RAY
“Am I really this? Am I not this? What am I?”
In 1979, Raphael “Ray” Osheroff walked eight hours a day. Breathing heavily through pursed lips, he paced the corridors of Chestnut Lodge, one of the most elite hospitals in the country. “How many miles are you going to pace today, Ray?” a nurse asked him. Ray calculated that he walked about eighteen miles a day, in slippers. Another nurse wrote that he frequently bumped into people but “doesn’t even seem to realize he had physical contact.”
As he paced, Ray, who had a mustache and bushy black hair, recalled the lavish vacations that he and his wife had enjoyed. They were both doctors in northern Virginia, and they dined out so frequently that when they entered their favorite restaurants they were immediately recognized. They were the most popular medical couple in the Washington area, Ray decided. The motion of his legs became a “mechanism of self-hypnosis in which I would concentrate on the life I once had,” he wrote in an unpublished memoir. Ray’s feet became so blistered that orderlies at the Lodge took him to a podiatrist. His toes were black with dead skin.

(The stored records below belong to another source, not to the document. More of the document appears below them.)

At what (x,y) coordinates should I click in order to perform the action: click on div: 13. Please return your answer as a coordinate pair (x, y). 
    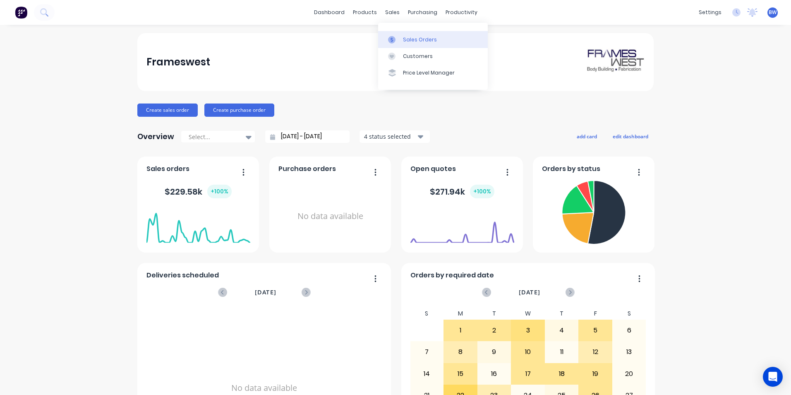
    Looking at the image, I should click on (629, 352).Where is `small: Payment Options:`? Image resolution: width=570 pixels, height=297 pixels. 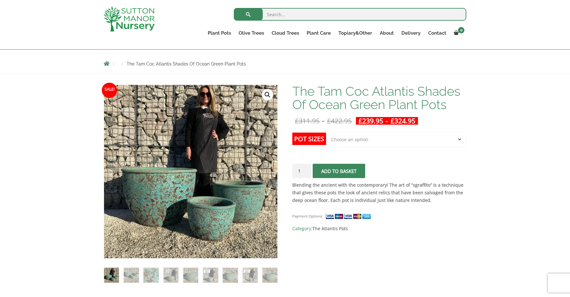 small: Payment Options: is located at coordinates (307, 216). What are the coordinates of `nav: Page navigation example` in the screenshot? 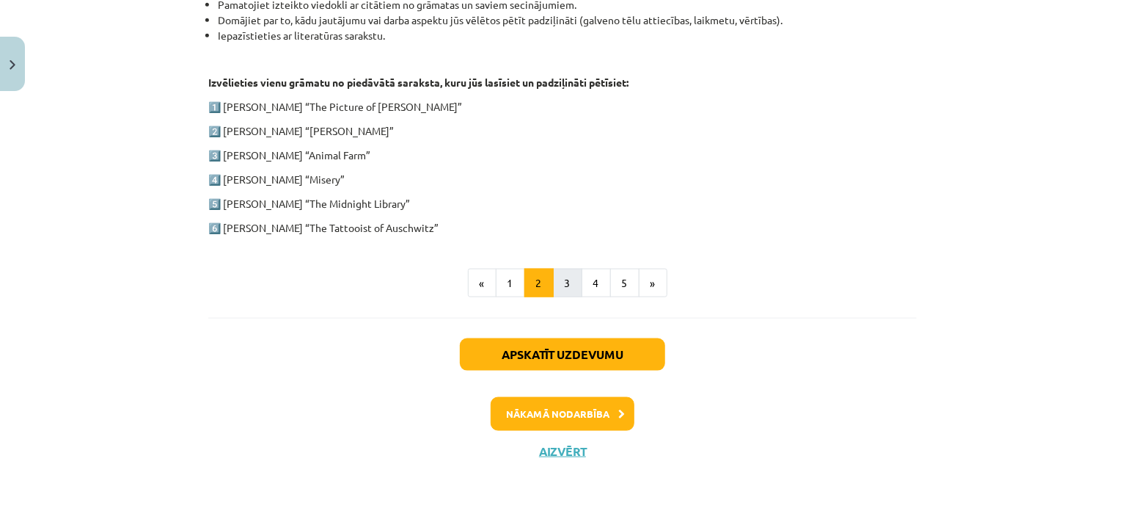 It's located at (563, 283).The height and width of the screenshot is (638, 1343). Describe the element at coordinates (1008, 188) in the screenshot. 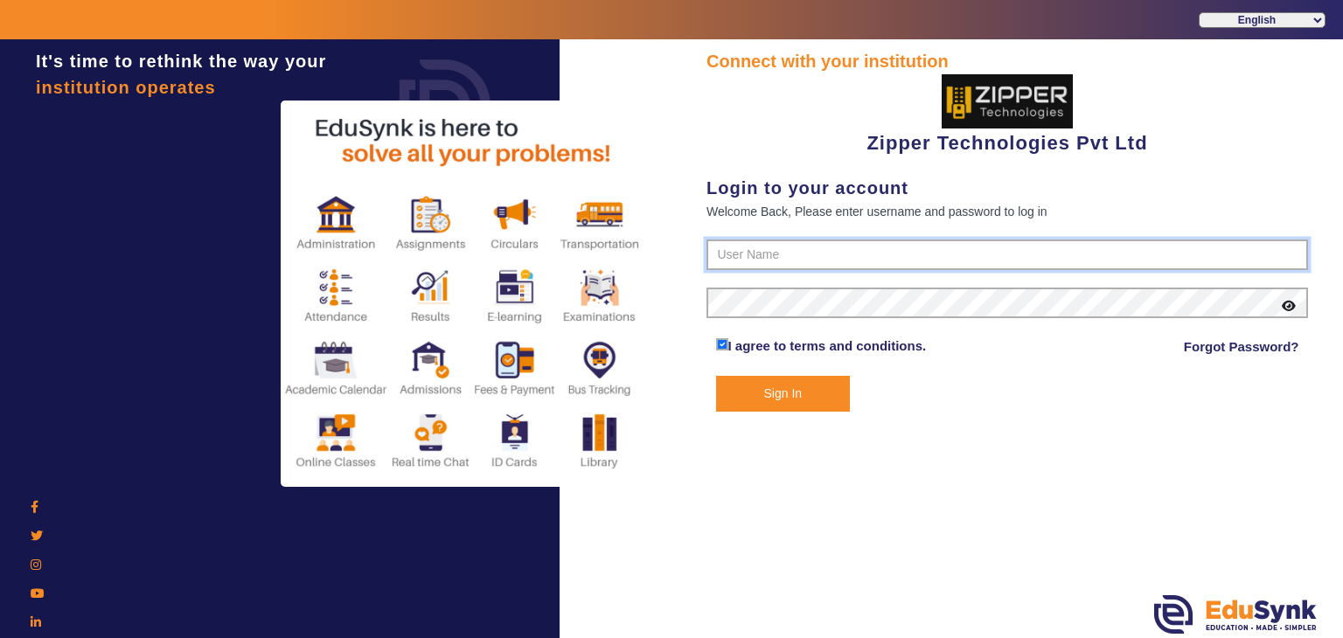

I see `div: Login to your account` at that location. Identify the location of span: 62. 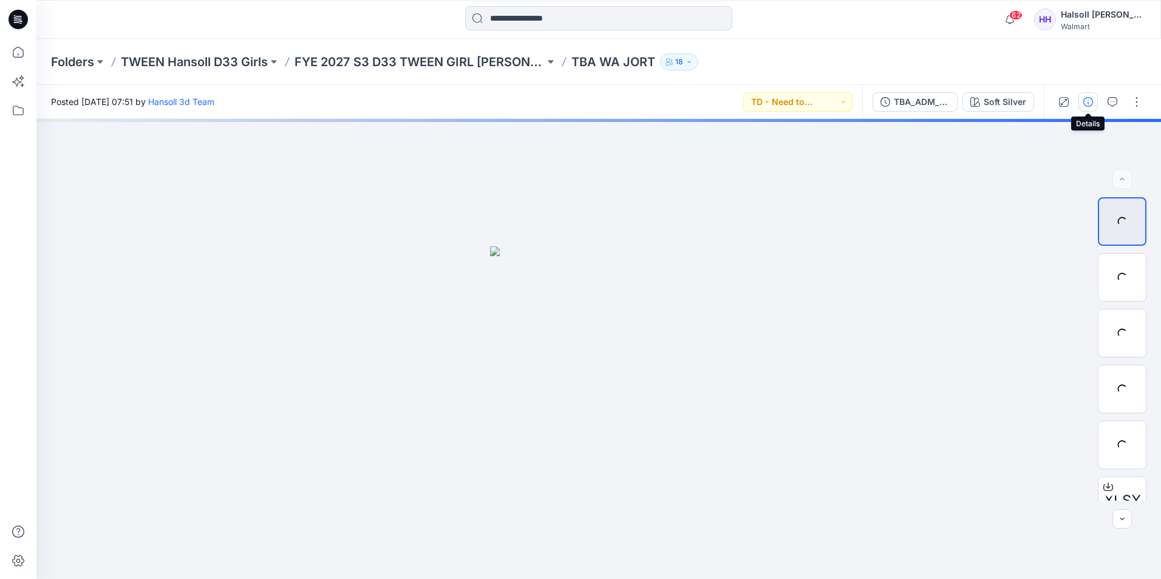
(1016, 15).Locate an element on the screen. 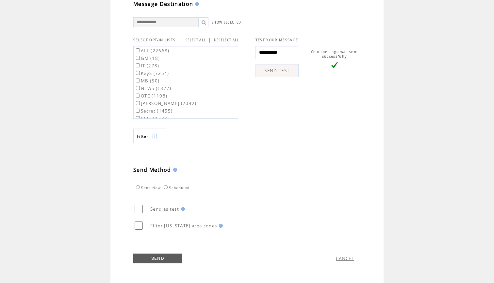 The width and height of the screenshot is (494, 283). label: Scheduled is located at coordinates (176, 188).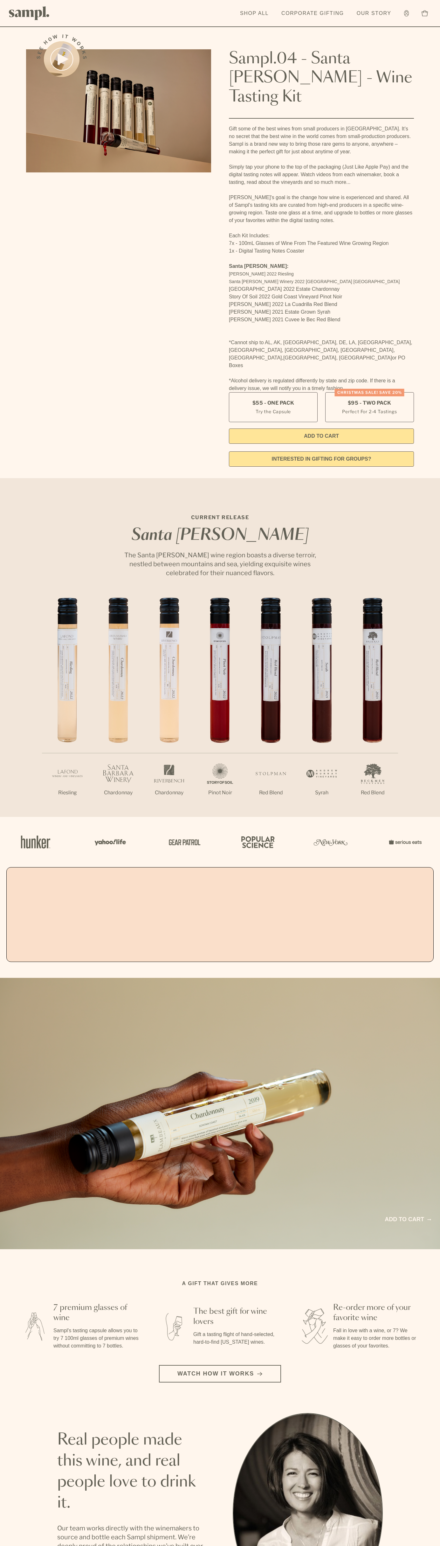 The image size is (440, 1546). Describe the element at coordinates (220, 707) in the screenshot. I see `li: 4 / 7` at that location.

In his medical notes, Ray’s psychiatrist, Manuel Ross, wrote that Ray suffered from “a form of melancholia, not mourning”—a reference to Freud’s 1917 paper “Mourning and Melancholia.” In the essay, Freud had proposed that melancholia arises when a patient is mourning something or someone but “cannot see clearly what it is that has been lost.” Ray, a forty-one-year-old nephrologist, had founded a once thriving dialysis company, but the business had faltered, and he was consumed by his missteps. Ross concluded that Ray’s obsessive regret was a way of staying close to a loss he was unable to name: the idea of a parallel life in which “he could have been a great man.” Ray ruminated over the details of his downfall, because he was still in denial, clinging to an idealized version of himself.
From a phone in the hallway of the Lodge, Ray often called his colleague Robert Greenspan, who was running Ray’s business in his absence, to share his regrets. In the background, Greenspan sometimes heard other patients shouting in “sort of unusual tones.” A young man wandered the halls saying, “Hyperspace, hyperspace, hyperspace.” Greenspan called a social worker at the Lodge to ask why Ray seemed to be deteriorating. The social worker explained that Ray “would get worse and that was part of the therapy. His personality had to be restructured. There had to be some tearing down and rebuilding.”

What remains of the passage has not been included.